T.E.D.
T.E.D.

Reputation: 44804

Windows SEH and memory management

I'm writing some code that handles Windows structured exceptions (in my case using _set_se_translator() to convert them to C++ exceptions).

The thing that is worrying me is the extensive use of pointers in the exception information I get passed when an exception occurrs. I get passed a pointer to an _EXCEPTION_POINTERS struct. It contains pointers to two other structs, one of which possibly contains another pointer field that makes that object basically a linked-list.

Where does the memory behind all these pointers get allocated? Who is responsible for deallocating it? If it isn't me, how long can I count on the data being valid and how do I avoid leaks?

My se translator routine currently looks like this:

void se_translator(unsigned int exception_code, struct _EXCEPTION_POINTERS* exception_information) {
    _clearfp();
    throw se_exception(exception_code, exception_information);
};

And the worry here is either that all the data pointed to within exception_information will be out of scope inside my catches, or that they will all leak somehow.

If there's some documentation that discusses this, I'd like to be pointed to it.

Upvotes: 3

Views: 800

Answers (1)

Remus Rusanu
Remus Rusanu

Reputation: 294407

Stack. The exception record is pushed on the stack before the exception is raised. See A Crash Course on the Depths of Win32™ Structured Exception Handling. EXCEPTION_POINTERS is a Visual C++ specific extension to the SEH's EXCEPTION_REGISTRATION:

Immediately below its extended EXCEPTION_REGISTRATION structure, Visual C++ pushes two additional values. In the DWORD immediately below, it reserves space for a pointer to an EXCEPTION_POINTERS structure (a standard Win32 structure). This is the pointer returned when you call the GetExceptionInformation API.

In fact SEH uses only stack structures because under exception conditions is the only most reliable memory allocator. Is not foul-proof (if there is no stack space for the exception record, your process vanishes w/o a trace) but is the best there is.

 throw se_exception(exception_code, exception_information);

exception_information will be out of scope inside my catch

No, it won't. Your stack will look something like this:

somefunction_x::`catch block
DispatchException
RaiseException 
<- exception record is here ->
frame that triggered the SEH raise (c++ throw, AV, stack overflow etc)
caller
somefunction_x
caller
threadentrypoint

But what you're doing is highly unusual. Normally translators transform the non c++ exceptions like AV (ExceptionCode is EXCEPTION_ACCESS_VIOLATION) into a specific c++ exception, eg. they inspect the exception record ExceptionCode and raise appropriate C++ typed exception.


**Exercise**
Every record below is to be copied exactly, with its images omitted.

**Data section**
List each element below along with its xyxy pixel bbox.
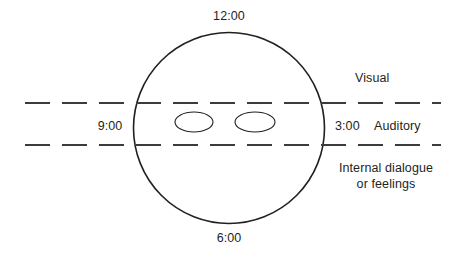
zone-label-internal-line2: or feelings: [331, 177, 441, 193]
zone-label-internal-line1: Internal dialogue: [339, 161, 433, 175]
clock-label-9-oclock: 9:00: [90, 119, 130, 133]
zone-label-internal-dialogue: Internal dialogueor feelings: [331, 161, 441, 192]
zone-label-auditory: Auditory: [374, 119, 421, 133]
clock-label-12-oclock: 12:00: [196, 9, 262, 23]
clock-label-6-oclock: 6:00: [196, 231, 262, 245]
diagram-canvas: 12:00 6:00 9:00 3:00 Visual Auditory Int…: [0, 0, 452, 257]
zone-label-visual: Visual: [355, 71, 389, 85]
clock-label-3-oclock: 3:00: [335, 119, 365, 133]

**Answer to the problem**
List each element below along with its xyxy pixel bbox.
zone-label-internal-line2: or feelings: [331, 177, 441, 193]
zone-label-internal-line1: Internal dialogue: [339, 161, 433, 175]
clock-label-9-oclock: 9:00: [90, 119, 130, 133]
zone-label-internal-dialogue: Internal dialogueor feelings: [331, 161, 441, 192]
zone-label-auditory: Auditory: [374, 119, 421, 133]
clock-label-12-oclock: 12:00: [196, 9, 262, 23]
clock-label-6-oclock: 6:00: [196, 231, 262, 245]
diagram-canvas: 12:00 6:00 9:00 3:00 Visual Auditory Int…: [0, 0, 452, 257]
zone-label-visual: Visual: [355, 71, 389, 85]
clock-label-3-oclock: 3:00: [335, 119, 365, 133]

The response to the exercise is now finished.